Differentiation would be based on a continuum of institutional types: some offering vocational and technical diplomas; others focused on undergraduate formative and professional degrees; and the research-intensive institutions focusing on postgraduate degrees and research.

But a differentiated system remains elusive.

Meanwhile, teaching is undervalued. Meeting research output targets is the key performance indicator. This generates income and boosts rankings. Senior professors, who tend to be more research productive, are often absolved from undergraduate teaching to focus on research. This diminishes the students’ learning experience. They are not exposed to developments at the cutting-edge of their chosen field of study to excite their curiosity and interest.
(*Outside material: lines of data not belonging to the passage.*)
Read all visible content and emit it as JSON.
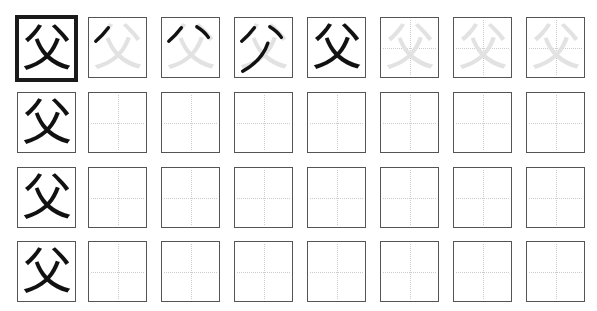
{
  "worksheet": {
    "character": "父",
    "model_cell": {
      "label": "model-character",
      "border": "thick"
    },
    "rows": [
      {
        "cells": [
          {
            "type": "model",
            "text": "父"
          },
          {
            "type": "stroke-order",
            "step": 1,
            "text": "父"
          },
          {
            "type": "stroke-order",
            "step": 2,
            "text": "父"
          },
          {
            "type": "stroke-order",
            "step": 3,
            "text": "父"
          },
          {
            "type": "stroke-order",
            "step": 4,
            "text": "父"
          },
          {
            "type": "trace",
            "text": "父"
          },
          {
            "type": "trace",
            "text": "父"
          },
          {
            "type": "trace",
            "text": "父"
          }
        ]
      },
      {
        "cells": [
          {
            "type": "reference",
            "text": "父"
          },
          {
            "type": "blank"
          },
          {
            "type": "blank"
          },
          {
            "type": "blank"
          },
          {
            "type": "blank"
          },
          {
            "type": "blank"
          },
          {
            "type": "blank"
          },
          {
            "type": "blank"
          }
        ]
      },
      {
        "cells": [
          {
            "type": "reference",
            "text": "父"
          },
          {
            "type": "blank"
          },
          {
            "type": "blank"
          },
          {
            "type": "blank"
          },
          {
            "type": "blank"
          },
          {
            "type": "blank"
          },
          {
            "type": "blank"
          },
          {
            "type": "blank"
          }
        ]
      },
      {
        "cells": [
          {
            "type": "reference",
            "text": "父"
          },
          {
            "type": "blank"
          },
          {
            "type": "blank"
          },
          {
            "type": "blank"
          },
          {
            "type": "blank"
          },
          {
            "type": "blank"
          },
          {
            "type": "blank"
          },
          {
            "type": "blank"
          }
        ]
      }
    ],
    "colors": {
      "ink": "#111111",
      "trace": "#e2e2e2",
      "border": "#555555",
      "guide": "#cccccc"
    }
  }
}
Finally, the criteria used in all the ranking systems – research outputs and income, staff-student ratios, international staff and students, staff qualifications, Nobel laureates and so on – are biased in favour of institutions in the developed world. And while some developing countries such as China are making inroads into the top 100, this is due to sustained and high levels of economic growth. This has enabled large investments in higher education that’s beyond the reach of developing countries in general.

It’s time for South African universities to remove themselves from this game. But why are they playing in the first place?

Time to refocus

The standard institutional response is that the rankings matter to students, parents and employers. It matters because institutions make it matter. They highlight their rankings (and how they compare to other institutions) for competitive reasons, trying to attract the best and brightest.

But quite frankly for the country’s research-intensive universities, this competition is at the margins.

Rankings should not be South African universities’ raison d’etre. They should focus on building a quality higher education system that is responsive to the challenges that face South Africa in the 21st century.

This requires a diverse and differentiated higher education system based on institutional collaboration rather than the market-driven competition that results from participation in global rankings.

Professor Adam Habib, the vice-chancellor of the University of the Witwatersrand, has reportedly suggested that South African universities should withdraw from rankings. This is a step in the right direction. Are his colleagues ready to rise to the challenge?